If ever there was a good time to start thinkin' 'bout my momma, it makes sense that it would happen while I stood at the New Stage Collective watching Girls, Guns and Glory — one of the honest-to-god best Americana bands out there. Their songs are all about heartache and jail, simple pleasures like whiskey — pretty much all the stuff you'd expect from the kind of music you’d never expect from a band with such a name.
I was reflecting on the thoroughly puzzling “super secret” performance by Radio 4 that had just taken place at the Know Theatre, and it brought to mind a saying of my mother's, a mantra that she pulled out for all sorts of disappointing-but-not-fatal situations. "It sure beats a sharp stick in the eye," was a sentiment that she would use to help me rationalize everything from being cut from the cheerleading squad to watching George W. Bush pilfer another four years.
Don't get me wrong: Radio 4, an Indie Dance/Rock outfit from Brooklyn, are excellent players. I'd never heard them before, which on its face might not mean anything, but many in the sizable crowd gathered at Know seemed like advanced music enthusiasts — and they didn't know them either. Despite rampant murmurings like, “Aw, they’re messing with us. Radiohead will be out here any second now,” I still think most people walked away unable to deny that they'd just seen a really great band.
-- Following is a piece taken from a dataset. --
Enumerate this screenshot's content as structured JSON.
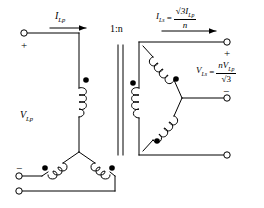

Alas, CityBeat, if nothing else, has taught me that it’s not just a right but an obligation to ask the hard questions. And so many of us left wondering aloud, “Really? That was the big deal?” In retrospect, maybe we should have found it suspicious that the only member of CityBeat’s staff who appeared to be in attendance for the Radio 4 show was Dan McCabe, the person presumably responsible for booking the band. That’s somewhat telling because, though divergent in their personal tastes, the presence of a gang of CityBeaters at a show is usually a really good sign. And didn’t the paper tout it as a must-see performance, by itself worth every penny of attendees’ $29 entrance fee? Again, not knocking the band, but … for real?
(For more MPMF photos and fun, go here.)





If you're using the Scion Streetcar Shuttle in Over-the-Rhine and downtown tonight, be warned that many of the sidewalk decals designating pick-up spots have vanished since Thursday night. Grab a schedule-and-map pocket guide at any club (or pull off the cover of this week's CityBeat) and you'll see where the pick-up spots are along Main, 12th, Walnut and Fifth streets — although several festivalgoers said last night the Scion drivers were good at keeping an eye out for MPMF wristband wearers and would pull over and ask them if they wanted rides.